Sunday, November 25, 2012

Ms. Beitler Goes Back to Chicago, Part 2

Students in Ms. Gluckman's class color the layers of the earth.

The emphasis in science is on the dynamic earth.

Students performed an experiment with food coloring to see how heat energy causes motion.

The library in Ms. Gluckman's classroom.
In my previous post I wrote about how I spent my Monday morning, visiting the Ancona School and seeing two Montessori classrooms.  After I left Ancona I got on the 55 bus and rode west for about forty minutes to the Gage Park neighborhood to visit my friend Laura Gluckman's sixth-grade science classroom at Sawyer elementary.  My neighborhood is relatively diverse, primarily white and African-American.  As I rode the bus to the west I passed through neighborhoods that are all African-American and then into Mexican-American neighborhoods even further west.  Chicago's racial segregation is striking - cross Western Avenue and the neighborhood demographics shift suddenly.
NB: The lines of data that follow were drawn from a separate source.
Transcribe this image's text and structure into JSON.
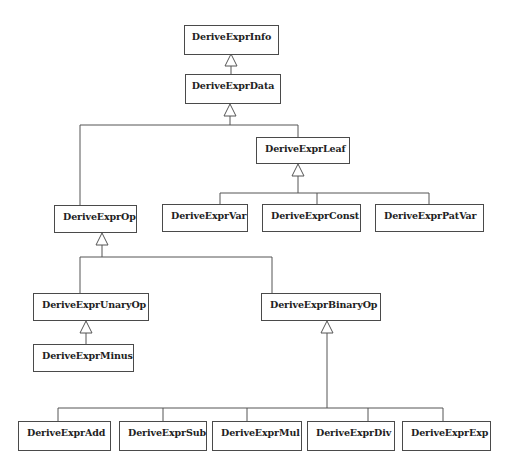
{
  "diagram": {
    "type": "uml-class-inheritance",
    "classes": [
      {
        "id": "info",
        "label": "DeriveExprInfo"
      },
      {
        "id": "data",
        "label": "DeriveExprData"
      },
      {
        "id": "leaf",
        "label": "DeriveExprLeaf"
      },
      {
        "id": "op",
        "label": "DeriveExprOp"
      },
      {
        "id": "var",
        "label": "DeriveExprVar"
      },
      {
        "id": "const",
        "label": "DeriveExprConst"
      },
      {
        "id": "patvar",
        "label": "DeriveExprPatVar"
      },
      {
        "id": "unary",
        "label": "DeriveExprUnaryOp"
      },
      {
        "id": "minus",
        "label": "DeriveExprMinus"
      },
      {
        "id": "binary",
        "label": "DeriveExprBinaryOp"
      },
      {
        "id": "add",
        "label": "DeriveExprAdd"
      },
      {
        "id": "sub",
        "label": "DeriveExprSub"
      },
      {
        "id": "mul",
        "label": "DeriveExprMul"
      },
      {
        "id": "div",
        "label": "DeriveExprDiv"
      },
      {
        "id": "exp",
        "label": "DeriveExprExp"
      }
    ],
    "inheritance": [
      {
        "child": "DeriveExprData",
        "parent": "DeriveExprInfo"
      },
      {
        "child": "DeriveExprOp",
        "parent": "DeriveExprData"
      },
      {
        "child": "DeriveExprLeaf",
        "parent": "DeriveExprData"
      },
      {
        "child": "DeriveExprVar",
        "parent": "DeriveExprLeaf"
      },
      {
        "child": "DeriveExprConst",
        "parent": "DeriveExprLeaf"
      },
      {
        "child": "DeriveExprPatVar",
        "parent": "DeriveExprLeaf"
      },
      {
        "child": "DeriveExprUnaryOp",
        "parent": "DeriveExprOp"
      },
      {
        "child": "DeriveExprBinaryOp",
        "parent": "DeriveExprOp"
      },
      {
        "child": "DeriveExprMinus",
        "parent": "DeriveExprUnaryOp"
      },
      {
        "child": "DeriveExprAdd",
        "parent": "DeriveExprBinaryOp"
      },
      {
        "child": "DeriveExprSub",
        "parent": "DeriveExprBinaryOp"
      },
      {
        "child": "DeriveExprMul",
        "parent": "DeriveExprBinaryOp"
      },
      {
        "child": "DeriveExprDiv",
        "parent": "DeriveExprBinaryOp"
      },
      {
        "child": "DeriveExprExp",
        "parent": "DeriveExprBinaryOp"
      }
    ],
    "colors": {
      "line": "#4a4a4a",
      "text": "#222222",
      "background": "#ffffff"
    }
  }
}
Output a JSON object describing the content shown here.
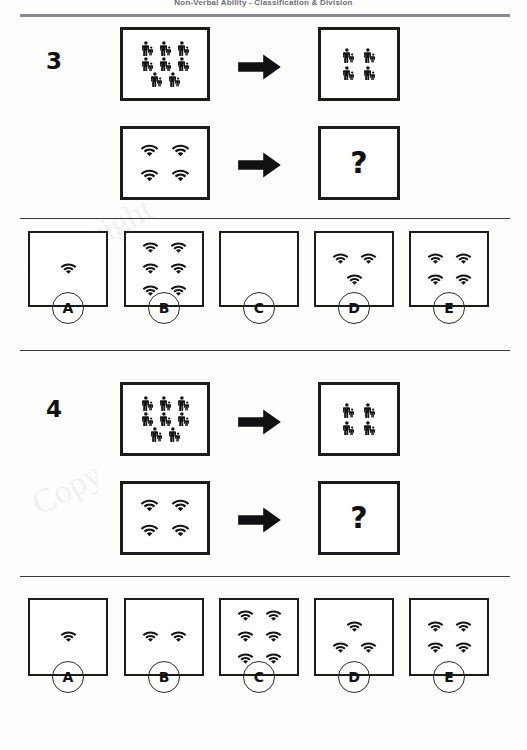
{
  "header": {
    "title": "Non-Verbal Ability  -  Classification & Division"
  },
  "watermarks": [
    "Copyright",
    "Copy"
  ],
  "glyphs": {
    "person": "person-icon",
    "wifi": "wifi-icon",
    "arrow": "right-arrow-icon",
    "question": "?"
  },
  "questions": [
    {
      "number": "3",
      "rows": [
        {
          "name": "example-row",
          "input": {
            "glyph": "person",
            "count": 8,
            "layout": [
              3,
              3,
              2
            ]
          },
          "arrow": "right-arrow-icon",
          "output": {
            "glyph": "person",
            "count": 4,
            "layout": [
              2,
              2
            ]
          }
        },
        {
          "name": "question-row",
          "input": {
            "glyph": "wifi",
            "count": 4,
            "layout": [
              2,
              2
            ]
          },
          "arrow": "right-arrow-icon",
          "output": {
            "glyph": "question",
            "label": "?"
          }
        }
      ],
      "options": [
        {
          "letter": "A",
          "glyph": "wifi",
          "count": 1,
          "layout": [
            1
          ]
        },
        {
          "letter": "B",
          "glyph": "wifi",
          "count": 6,
          "layout": [
            2,
            2,
            2
          ]
        },
        {
          "letter": "C",
          "glyph": "wifi",
          "count": 0,
          "layout": []
        },
        {
          "letter": "D",
          "glyph": "wifi",
          "count": 3,
          "layout": [
            2,
            1
          ]
        },
        {
          "letter": "E",
          "glyph": "wifi",
          "count": 4,
          "layout": [
            2,
            2
          ]
        }
      ]
    },
    {
      "number": "4",
      "rows": [
        {
          "name": "example-row",
          "input": {
            "glyph": "person",
            "count": 8,
            "layout": [
              3,
              3,
              2
            ]
          },
          "arrow": "right-arrow-icon",
          "output": {
            "glyph": "person",
            "count": 4,
            "layout": [
              2,
              2
            ]
          }
        },
        {
          "name": "question-row",
          "input": {
            "glyph": "wifi",
            "count": 4,
            "layout": [
              2,
              2
            ]
          },
          "arrow": "right-arrow-icon",
          "output": {
            "glyph": "question",
            "label": "?"
          }
        }
      ],
      "options": [
        {
          "letter": "A",
          "glyph": "wifi",
          "count": 1,
          "layout": [
            1
          ]
        },
        {
          "letter": "B",
          "glyph": "wifi",
          "count": 2,
          "layout": [
            2
          ]
        },
        {
          "letter": "C",
          "glyph": "wifi",
          "count": 6,
          "layout": [
            2,
            2,
            2
          ]
        },
        {
          "letter": "D",
          "glyph": "wifi",
          "count": 3,
          "layout": [
            1,
            2
          ]
        },
        {
          "letter": "E",
          "glyph": "wifi",
          "count": 4,
          "layout": [
            2,
            2
          ]
        }
      ]
    }
  ],
  "colors": {
    "ink": "#1c1c1c",
    "rule": "#8a8a8c",
    "paper": "#fdfdfc"
  }
}
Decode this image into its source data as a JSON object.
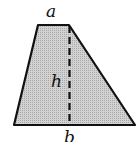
{
  "figure": {
    "shape": "trapezoid",
    "fill_color": "#c4c4c4",
    "stroke_color": "#111111",
    "labels": {
      "top_base": "a",
      "height": "h",
      "bottom_base": "b"
    }
  }
}
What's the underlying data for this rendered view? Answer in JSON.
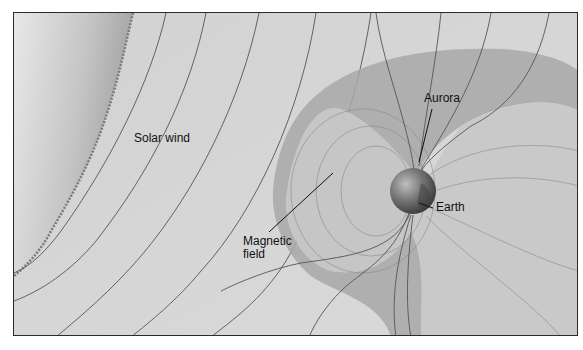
{
  "diagram": {
    "labels": {
      "solar_wind": "Solar wind",
      "aurora": "Aurora",
      "earth": "Earth",
      "magnetic_field_line1": "Magnetic",
      "magnetic_field_line2": "field"
    },
    "colors": {
      "background": "#d6d6d6",
      "sun": "#bdbdbd",
      "magnetosheath": "#a8a8a8",
      "field_lines": "#555555",
      "earth": "#6e6e6e",
      "frame": "#2a2a2a"
    }
  }
}
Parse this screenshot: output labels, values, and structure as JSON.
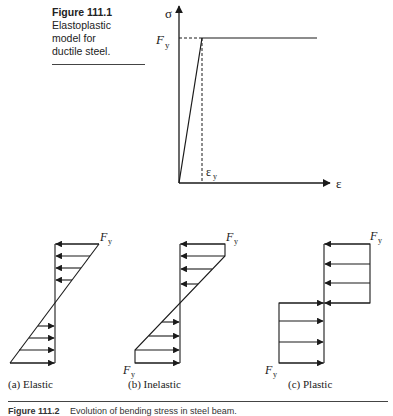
{
  "figure_1": {
    "number": "Figure 111.1",
    "caption": "Elastoplastic model for ductile steel.",
    "caption_lines": [
      "Elastoplastic",
      "model for",
      "ductile steel."
    ],
    "graph": {
      "y_axis_label": "σ",
      "x_axis_label": "ε",
      "yield_stress_label": "F",
      "yield_stress_subscript": "y",
      "yield_strain_label": "ε",
      "yield_strain_subscript": "y",
      "segments": [
        {
          "name": "elastic",
          "from": [
            "0",
            "0"
          ],
          "to": [
            "εy",
            "Fy"
          ]
        },
        {
          "name": "plastic-plateau",
          "from": [
            "εy",
            "Fy"
          ],
          "to": [
            "beyond",
            "Fy"
          ]
        }
      ]
    }
  },
  "figure_2": {
    "number": "Figure 111.2",
    "caption": "Evolution of bending stress in steel beam.",
    "panels": [
      {
        "id": "a",
        "label": "(a) Elastic",
        "stress_label": "F",
        "stress_sub": "y",
        "distribution": "linear"
      },
      {
        "id": "b",
        "label": "(b) Inelastic",
        "stress_label": "F",
        "stress_sub": "y",
        "distribution": "partially-plastic"
      },
      {
        "id": "c",
        "label": "(c) Plastic",
        "stress_label": "F",
        "stress_sub": "y",
        "distribution": "fully-plastic"
      }
    ]
  },
  "colors": {
    "ink": "#1a1a1a",
    "background": "#ffffff"
  }
}
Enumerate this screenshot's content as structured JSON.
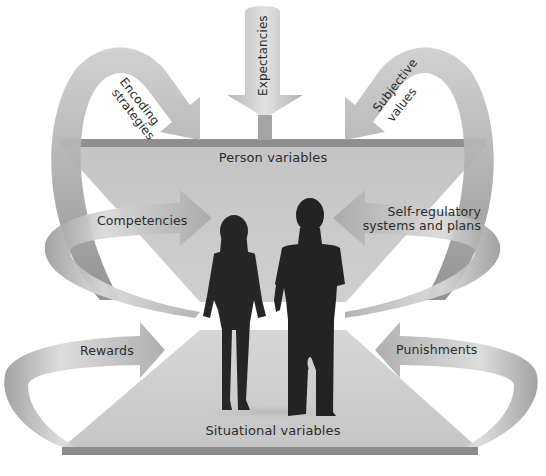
{
  "diagram": {
    "colors": {
      "background": "#ffffff",
      "panel_fill": "#c9c9c9",
      "ledge_dark": "#8e8e8e",
      "arrow_light": "#d8d8d8",
      "arrow_mid": "#a9a9a9",
      "arrow_dark": "#8a8a8a",
      "silhouette": "#262626",
      "text": "#2b2b2b"
    },
    "person_panel": {
      "label": "Person variables"
    },
    "situation_panel": {
      "label": "Situational variables"
    },
    "person_arrows": [
      {
        "id": "encoding",
        "label_line1": "Encoding",
        "label_line2": "strategies",
        "direction": "down-right"
      },
      {
        "id": "expectancies",
        "label": "Expectancies",
        "direction": "down"
      },
      {
        "id": "subjective",
        "label_line1": "Subjective",
        "label_line2": "values",
        "direction": "down-left"
      },
      {
        "id": "competencies",
        "label": "Competencies",
        "direction": "right"
      },
      {
        "id": "selfreg",
        "label_line1": "Self-regulatory",
        "label_line2": "systems and plans",
        "direction": "left"
      }
    ],
    "situation_arrows": [
      {
        "id": "rewards",
        "label": "Rewards",
        "direction": "right"
      },
      {
        "id": "punishments",
        "label": "Punishments",
        "direction": "left"
      }
    ],
    "figures": [
      {
        "id": "woman",
        "description": "silhouette of a woman walking"
      },
      {
        "id": "man",
        "description": "silhouette of a man walking"
      }
    ]
  }
}
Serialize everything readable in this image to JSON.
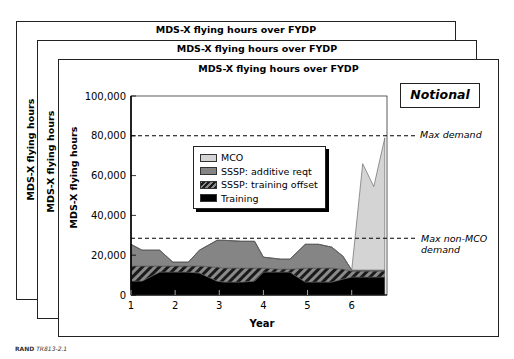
{
  "frames": [
    {
      "title": "MDS-X flying hours over FYDP",
      "ylabel": "MDS-X flying hours"
    },
    {
      "title": "MDS-X flying hours over FYDP",
      "ylabel": "MDS-X flying hours"
    },
    {
      "title": "MDS-X flying hours over FYDP",
      "ylabel": "MDS-X flying hours"
    }
  ],
  "badge": "Notional",
  "annotations": {
    "max_demand": "Max demand",
    "max_non_mco_line1": "Max non-MCO",
    "max_non_mco_line2": "demand"
  },
  "legend": [
    {
      "label": "MCO",
      "color": "#d4d4d4"
    },
    {
      "label": "SSSP: additive reqt",
      "color": "#858585"
    },
    {
      "label": "SSSP: training offset",
      "color": "hatch"
    },
    {
      "label": "Training",
      "color": "#000000"
    }
  ],
  "footer": {
    "org": "RAND",
    "id": "TR813-2.1"
  },
  "chart_data": {
    "type": "area",
    "title": "MDS-X flying hours over FYDP",
    "xlabel": "Year",
    "ylabel": "MDS-X flying hours",
    "xlim": [
      1,
      6.8
    ],
    "ylim": [
      0,
      100000
    ],
    "xticks": [
      1,
      2,
      3,
      4,
      5,
      6
    ],
    "yticks": [
      0,
      20000,
      40000,
      60000,
      80000,
      100000
    ],
    "ytick_labels": [
      "0",
      "20,000",
      "40,000",
      "60,000",
      "80,000",
      "100,000"
    ],
    "grid": false,
    "stacked": true,
    "x": [
      1.0,
      1.25,
      1.65,
      1.95,
      2.3,
      2.55,
      2.95,
      3.1,
      3.5,
      3.8,
      4.0,
      4.4,
      4.6,
      4.95,
      5.25,
      5.55,
      5.8,
      6.0,
      6.25,
      6.5,
      6.75
    ],
    "series": [
      {
        "name": "Training",
        "values": [
          7000,
          7000,
          11500,
          11500,
          11500,
          11000,
          7000,
          6500,
          6500,
          7000,
          11500,
          11500,
          11500,
          6500,
          6500,
          6500,
          8000,
          9000,
          9000,
          9000,
          9000
        ]
      },
      {
        "name": "SSSP: training offset",
        "values": [
          7500,
          7500,
          3000,
          3000,
          3000,
          3500,
          7000,
          7000,
          7000,
          6500,
          2000,
          1500,
          1500,
          7000,
          7000,
          7000,
          5000,
          3000,
          3000,
          3000,
          3000
        ]
      },
      {
        "name": "SSSP: additive reqt",
        "values": [
          11000,
          8000,
          8000,
          2000,
          2000,
          8000,
          13500,
          14000,
          13500,
          13500,
          5500,
          5000,
          5000,
          12000,
          12000,
          10500,
          6500,
          500,
          500,
          500,
          500
        ]
      },
      {
        "name": "MCO",
        "values": [
          0,
          0,
          0,
          0,
          0,
          0,
          0,
          0,
          0,
          0,
          0,
          0,
          0,
          0,
          0,
          0,
          0,
          0,
          53500,
          42000,
          66500
        ]
      }
    ],
    "reference_lines": [
      {
        "label": "Max demand",
        "y": 80000,
        "style": "dashed"
      },
      {
        "label": "Max non-MCO demand",
        "y": 28500,
        "style": "dashed"
      }
    ],
    "legend_position": "upper-left-inside",
    "annotations": [
      "Notional"
    ]
  }
}
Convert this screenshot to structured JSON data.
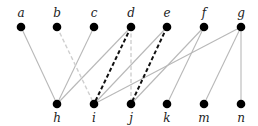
{
  "diagram": {
    "type": "bipartite-graph",
    "top_nodes": [
      {
        "id": "a",
        "label": "a",
        "x": 21,
        "y": 27
      },
      {
        "id": "b",
        "label": "b",
        "x": 57,
        "y": 27
      },
      {
        "id": "c",
        "label": "c",
        "x": 94,
        "y": 27
      },
      {
        "id": "d",
        "label": "d",
        "x": 131,
        "y": 27
      },
      {
        "id": "e",
        "label": "e",
        "x": 167,
        "y": 27
      },
      {
        "id": "f",
        "label": "f",
        "x": 204,
        "y": 27
      },
      {
        "id": "g",
        "label": "g",
        "x": 241,
        "y": 27
      }
    ],
    "bottom_nodes": [
      {
        "id": "h",
        "label": "h",
        "x": 57,
        "y": 104
      },
      {
        "id": "i",
        "label": "i",
        "x": 94,
        "y": 104
      },
      {
        "id": "j",
        "label": "j",
        "x": 131,
        "y": 104
      },
      {
        "id": "k",
        "label": "k",
        "x": 167,
        "y": 104
      },
      {
        "id": "m",
        "label": "m",
        "x": 204,
        "y": 104
      },
      {
        "id": "n",
        "label": "n",
        "x": 241,
        "y": 104
      }
    ],
    "edges": [
      {
        "from": "a",
        "to": "h",
        "style": "solid-gray"
      },
      {
        "from": "c",
        "to": "h",
        "style": "solid-gray"
      },
      {
        "from": "d",
        "to": "h",
        "style": "solid-gray"
      },
      {
        "from": "e",
        "to": "i",
        "style": "solid-gray"
      },
      {
        "from": "g",
        "to": "i",
        "style": "solid-gray"
      },
      {
        "from": "f",
        "to": "j",
        "style": "solid-gray"
      },
      {
        "from": "f",
        "to": "k",
        "style": "solid-gray"
      },
      {
        "from": "g",
        "to": "m",
        "style": "solid-gray"
      },
      {
        "from": "g",
        "to": "n",
        "style": "solid-gray"
      },
      {
        "from": "b",
        "to": "i",
        "style": "dashed-light"
      },
      {
        "from": "d",
        "to": "j",
        "style": "dashed-light"
      },
      {
        "from": "d",
        "to": "i",
        "style": "dashed-bold"
      },
      {
        "from": "e",
        "to": "j",
        "style": "dashed-bold"
      }
    ],
    "colors": {
      "node": "#000000",
      "solid_edge": "#b8b8b8",
      "light_dashed_edge": "#cfcfcf",
      "bold_dashed_edge": "#111111"
    }
  }
}
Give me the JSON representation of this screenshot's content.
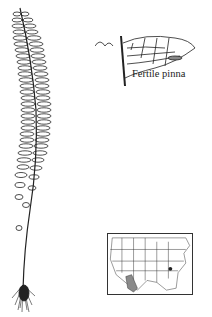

The building that houses Sawyer Elementary is one of many in Chicago that were built around the turn of the 20th century.  They tend to be large and echo-y, with high ceilings and wide hallways.  I have taught in two such buildings and the space is more imposing than friendly, although teachers do their best to make a welcoming environment with displays of student work and bulletin boards in the halls.  Sawyer has about 1,900 students.

I climbed many stairs to the third floor and found Ms. Gluckman's room as lunch was ending.  Students eat in classrooms because the cafeteria is not large enough to accommodate all of them together.  Lunch is delivered to each room in large plastic bins.  Students were noisy but it was a cheerful buzz.

Students transitioned to their next class and a group came in for science.  I counted twenty-seven students, far more than the fifteen I had seen in Sylvia's room.  Students collaborated in groups just as they had in Sylvia's classroom, but they needed to stay in their assigned seats.  The classroom was too crowded to allow much moving around.  They started class with a warm-up that asked them to name the layers of the earth in order and tell which was the thickest.  All of Ms. Gluckman's students are english-language-learners, and some of them did not at first understand the directions.  Ms. Gluckman explained to a few students one-on-one, and others solicited help from their classmates.  One boy sat with a blank paper until I sat next to him and helped him.

Most of class time was spent coloring posters showing a scale model of the layers of the earth.  Students used proportions to figure out how thick each layer should be.  I asked students questions about the layers of the earth and found they had a lot to say.  They knew the center of the earth was hot and had high pressure and they knew there would be no air to breath if one tried to journey below the surface.  During an activity reading from the textbook, which I expected to be dry and dull, students asked many lively questions, speculated on answers to each other's questions, and were generally very engaged.  Ms. Gluckman wrote down questions that students raised in a notebook if they could not yet be answered.  Many were about earthquakes - can the Earth's crust crumble?  Can it break?  Ms. Gluckman took their questions very seriously and I could tell this encouraged them to keep asking more.  Despite the fact that many students in the class had limited English, they were all eager to speak.

A second class came in and did an experiment about the movement of heat using hot and cold water and food coloring.  Unlike my Amandla kiddos, who would have needed careful supervision so as to avoid turning food coloring into a weapon, these students were independent and respectful of one another.

The last part of the last class involved students getting up to talk to partners around the room about heat.  At the end of the activity, Ms. Gluckman asked students if moving around made the room warmer.  I had noticed the cold in the room but I thought it might be due to a broken heating system, but Ms. Gluckman told me that because of budget cuts, the heat had been turned off.  Lucky for us it was a warmish day for November, but no amount of kinetic energy on the part of the children could really offset the cold.  This was one of those moments when I felt angry.